The mystery of life came full circle after a Colorado man who was adopted as a baby somehow led his biological parents to marriage more than 36 years later.
Martin Schmidt didn’t try to track down his birth parents until he had kids of his own, despite knowing from a young age that he had been adopted, The New York Times reported.
The 36-year-old man from Gunnison County told the Times that when his wife, Carin, became pregnant in 2014, it “kind of pushed the issue” for him to meet the rest of his family.
The Wisconsin Department of Children and Families got in touch of Schmidt’s biological mother, Michele Newman, who was living in Hilo, Hawaii, at the time.
Newman, 53, who was working at a nonprofit organization for men who had experienced or had been accused of domestic violence, said she immediately burst into tears when she received the call from the department on her lunch break.
A son, given up for adoption, searches for his biological parents. That search leads to his parents reconnecting, after more than 30 years of not talking. Now, that son is the officiant at their wedding. https://t.co/uZVLSPRkwS
— The New York Times (@nytimes) September 1, 2018
She and the son she never met spoke for the first time just days later.
“We were two strangers, meeting for the first time, who already had an emotional bond,” Schmidt said.
Newman was a high school junior when she gave birth to Schmidt during a severe snowstorm, she told him. Her family and the family of Schmidt’s biological father, Dave Lindgren, were close and lived in the farming community of Loyal, Wisconsin.
The couple dated for several months and broke up before Newman realized she was pregnant.
Newman described Lindgren as “a good man with a good heart” and that they was “never any real bitterness between them.”
Since then, Newman moved from Wisconsin to Arizona, Colorado, Wyoming and then Hawaii, and married twice but had no children.
She “always wondered about” the boy she gave up, she said.
“I felt so blessed that this happened in my life at 50-something years old,” Newman said.
Newman also hadn’t spoken to Lindgren since she told him she was pregnant and decided to reach out after she met their son. Lindgren, 55, had not yet heard from Schmidt.
Lindgren had been married three times and had several children – four biological and four stepchildren, all of whom he considers his kids.
“I was always meant to be a dad,” he told the Times.
Lindgren stayed in Wisconsin and worked as a plant manager at Lynn Dairy and is also a certified master cheese maker from the University of Wisconsin.
After a reunion over the telephone, Newman and Lindgren couldn’t stop talking. They talked every day, sometimes multiple times a day.
“We had long deep discussions,” Newman said. “We were going through all these serious life topics. We became very close that way.”
One day, Lindgren told Newman that he’d always wanted to go to Hawaii, and she offered to show him around the Big Island.
Since he was in the middle of a divorce, Newman didn’t think of the visit as romantic. But when she saw him walking toward her on the airport’s escalator, she felt something shift, she said.
Newman thought to herself, “Oh my God,” while Lindgren thought, “This is it,” they said.
Once they gave each other a hug and a kiss, they felt like teenagers again.
When it came time for Lindgren to leave after days of swimming and touring volcanos, both he and Newman wondered what may happen next.
“I’ve never had that hard of a time leaving anywhere,” Lindgren said. “I worried I might not ever see her again.”
All the while, while Lindgren and Newman were getting reacquainted with each other, they were getting to know their long-lost son as well.
Months after Lindgren visited Hawaii, Newman decided to move back to Wisconsin — not for him, but to be closer to her mother, she said.
Once she was back in the continental U.S., Newman set off to meet Schmidt in-person.
“She drove to me first,” Schmidt said. “It’s a powerful moment to give a hug to your birth mom.”
Schmidt learned of his biological parents’ romance during that first meeting with his mother.
The couple eventually moved in together, and exactly one year after Newman sent Lindgren the text that she’d found their son, he proposed to her.
Newman protested at first since they’d both been married multiple times, but Lindgren insisted that he wanted to “marry his sweetheart.”
The wedding took place on Aug. 4 in the couple’s backyard in Marshfield, Wisconsin. One hundred guests, included Schmidt’s wife and children, attended the nuptials.
“With every blessing, there’s some sadness,” Newman said on her wedding day. “But I wouldn’t change any of this at all. The day that I got the call that Martin wanted to reach out to us was the best day of my life. And it’s just gotten better every day after that.”
Schmidt, who was responsible for the reunion, officiated the ceremony.
“For those of you who haven’t met me, I’m Martin Schmidt. I’m their son,” he said. “And related or not, this is the group of people we call family.”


Where a line below includes the word "species", copy that line.
Start of RECORDS FOR THIS EXERCISE
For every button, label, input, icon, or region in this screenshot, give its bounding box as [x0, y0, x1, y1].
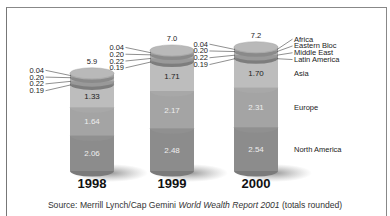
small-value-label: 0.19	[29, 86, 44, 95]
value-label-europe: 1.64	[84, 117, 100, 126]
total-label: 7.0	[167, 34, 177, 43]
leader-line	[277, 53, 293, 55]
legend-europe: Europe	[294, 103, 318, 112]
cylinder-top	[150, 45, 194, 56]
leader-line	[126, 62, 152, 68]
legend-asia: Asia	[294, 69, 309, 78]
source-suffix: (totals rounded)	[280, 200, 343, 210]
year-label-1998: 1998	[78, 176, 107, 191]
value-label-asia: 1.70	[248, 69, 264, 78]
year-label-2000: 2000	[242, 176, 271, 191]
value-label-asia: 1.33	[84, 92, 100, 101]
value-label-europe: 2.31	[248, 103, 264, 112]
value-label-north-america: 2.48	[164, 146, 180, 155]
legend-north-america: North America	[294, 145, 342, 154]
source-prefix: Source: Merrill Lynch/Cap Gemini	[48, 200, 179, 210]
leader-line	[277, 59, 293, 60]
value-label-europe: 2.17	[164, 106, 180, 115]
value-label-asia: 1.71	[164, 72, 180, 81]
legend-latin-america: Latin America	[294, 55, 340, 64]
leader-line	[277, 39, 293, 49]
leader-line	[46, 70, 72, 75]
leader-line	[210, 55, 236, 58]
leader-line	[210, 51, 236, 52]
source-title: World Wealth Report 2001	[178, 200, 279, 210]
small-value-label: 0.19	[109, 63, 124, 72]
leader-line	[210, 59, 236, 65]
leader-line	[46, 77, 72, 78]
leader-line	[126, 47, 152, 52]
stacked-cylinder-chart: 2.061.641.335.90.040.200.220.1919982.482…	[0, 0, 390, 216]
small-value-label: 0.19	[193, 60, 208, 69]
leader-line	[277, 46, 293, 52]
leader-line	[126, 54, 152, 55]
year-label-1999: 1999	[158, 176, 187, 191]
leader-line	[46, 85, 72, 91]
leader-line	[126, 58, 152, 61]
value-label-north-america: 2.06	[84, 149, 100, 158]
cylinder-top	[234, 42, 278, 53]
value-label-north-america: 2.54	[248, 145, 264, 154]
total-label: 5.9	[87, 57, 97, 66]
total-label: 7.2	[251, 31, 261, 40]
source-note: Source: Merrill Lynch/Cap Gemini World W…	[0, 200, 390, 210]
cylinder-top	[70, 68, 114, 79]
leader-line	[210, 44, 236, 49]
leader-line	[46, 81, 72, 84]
End of RECORDS FOR THIS EXERCISE
Start of RECORDS FOR THIS EXERCISE
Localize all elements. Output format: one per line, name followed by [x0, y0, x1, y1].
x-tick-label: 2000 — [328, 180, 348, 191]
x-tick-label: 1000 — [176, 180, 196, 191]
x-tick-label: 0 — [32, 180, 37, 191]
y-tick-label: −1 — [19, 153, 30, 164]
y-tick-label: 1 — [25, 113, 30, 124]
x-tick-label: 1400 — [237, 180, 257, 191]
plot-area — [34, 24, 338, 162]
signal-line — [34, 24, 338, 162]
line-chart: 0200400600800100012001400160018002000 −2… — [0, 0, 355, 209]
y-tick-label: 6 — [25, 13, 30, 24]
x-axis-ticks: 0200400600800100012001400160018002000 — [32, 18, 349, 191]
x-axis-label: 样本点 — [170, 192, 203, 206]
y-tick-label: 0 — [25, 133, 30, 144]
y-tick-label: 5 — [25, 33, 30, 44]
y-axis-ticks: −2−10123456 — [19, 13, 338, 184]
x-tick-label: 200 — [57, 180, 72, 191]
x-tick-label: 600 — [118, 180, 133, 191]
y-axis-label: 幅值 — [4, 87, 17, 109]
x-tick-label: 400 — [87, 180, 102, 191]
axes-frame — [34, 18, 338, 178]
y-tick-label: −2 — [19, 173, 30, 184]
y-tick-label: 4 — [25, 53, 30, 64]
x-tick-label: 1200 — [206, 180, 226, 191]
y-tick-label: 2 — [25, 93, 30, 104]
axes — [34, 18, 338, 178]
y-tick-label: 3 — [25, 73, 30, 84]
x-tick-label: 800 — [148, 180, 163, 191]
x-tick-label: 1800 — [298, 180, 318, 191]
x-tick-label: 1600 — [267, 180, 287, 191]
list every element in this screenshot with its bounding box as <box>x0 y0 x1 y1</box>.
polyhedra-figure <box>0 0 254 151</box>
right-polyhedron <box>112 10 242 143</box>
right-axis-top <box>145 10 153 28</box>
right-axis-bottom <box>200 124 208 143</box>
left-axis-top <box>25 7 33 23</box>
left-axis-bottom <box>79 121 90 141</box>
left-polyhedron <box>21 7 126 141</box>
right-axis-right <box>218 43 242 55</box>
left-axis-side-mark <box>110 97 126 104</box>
End of RECORDS FOR THIS EXERCISE
Start of RECORDS FOR THIS EXERCISE
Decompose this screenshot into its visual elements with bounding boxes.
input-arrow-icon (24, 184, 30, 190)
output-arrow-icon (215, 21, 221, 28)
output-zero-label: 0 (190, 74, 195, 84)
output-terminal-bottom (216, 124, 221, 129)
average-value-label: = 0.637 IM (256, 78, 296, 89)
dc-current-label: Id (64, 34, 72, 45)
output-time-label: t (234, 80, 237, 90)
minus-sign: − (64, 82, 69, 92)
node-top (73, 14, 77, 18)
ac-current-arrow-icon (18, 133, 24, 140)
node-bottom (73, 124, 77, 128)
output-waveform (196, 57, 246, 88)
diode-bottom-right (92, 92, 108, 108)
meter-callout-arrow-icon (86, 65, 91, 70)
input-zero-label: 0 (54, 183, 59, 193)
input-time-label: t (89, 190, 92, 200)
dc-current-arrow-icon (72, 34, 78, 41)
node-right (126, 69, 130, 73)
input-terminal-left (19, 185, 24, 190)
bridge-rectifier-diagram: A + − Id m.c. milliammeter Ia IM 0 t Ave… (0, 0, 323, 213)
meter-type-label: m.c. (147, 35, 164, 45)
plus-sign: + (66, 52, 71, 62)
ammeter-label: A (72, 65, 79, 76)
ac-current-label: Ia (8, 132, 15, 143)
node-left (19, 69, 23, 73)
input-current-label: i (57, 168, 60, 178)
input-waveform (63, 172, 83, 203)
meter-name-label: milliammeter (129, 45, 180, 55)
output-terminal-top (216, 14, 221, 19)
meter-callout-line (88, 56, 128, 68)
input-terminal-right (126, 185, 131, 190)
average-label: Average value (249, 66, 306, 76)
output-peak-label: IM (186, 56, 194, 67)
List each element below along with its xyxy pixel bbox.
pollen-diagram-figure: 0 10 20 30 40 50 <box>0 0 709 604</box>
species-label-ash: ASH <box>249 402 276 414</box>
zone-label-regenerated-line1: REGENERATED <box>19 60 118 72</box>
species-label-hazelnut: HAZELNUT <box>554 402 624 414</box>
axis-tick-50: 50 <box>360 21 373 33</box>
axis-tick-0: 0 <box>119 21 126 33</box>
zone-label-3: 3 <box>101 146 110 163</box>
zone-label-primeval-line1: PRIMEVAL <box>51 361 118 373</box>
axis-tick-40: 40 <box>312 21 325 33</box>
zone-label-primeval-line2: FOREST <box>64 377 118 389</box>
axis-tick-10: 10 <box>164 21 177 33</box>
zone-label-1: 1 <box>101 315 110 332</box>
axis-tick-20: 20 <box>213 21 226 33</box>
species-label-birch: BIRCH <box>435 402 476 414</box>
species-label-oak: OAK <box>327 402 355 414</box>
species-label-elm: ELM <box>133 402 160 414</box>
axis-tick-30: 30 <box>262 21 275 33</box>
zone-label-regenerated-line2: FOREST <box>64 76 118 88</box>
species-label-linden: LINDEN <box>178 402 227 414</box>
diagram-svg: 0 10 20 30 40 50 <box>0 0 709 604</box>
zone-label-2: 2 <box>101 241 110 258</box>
End of RECORDS FOR THIS EXERCISE
_SOLUTION TO THIS TASK_
species-label-ash: ASH <box>249 402 276 414</box>
species-label-hazelnut: HAZELNUT <box>554 402 624 414</box>
species-label-birch: BIRCH <box>435 402 476 414</box>
species-label-oak: OAK <box>327 402 355 414</box>
species-label-elm: ELM <box>133 402 160 414</box>
species-label-linden: LINDEN <box>178 402 227 414</box>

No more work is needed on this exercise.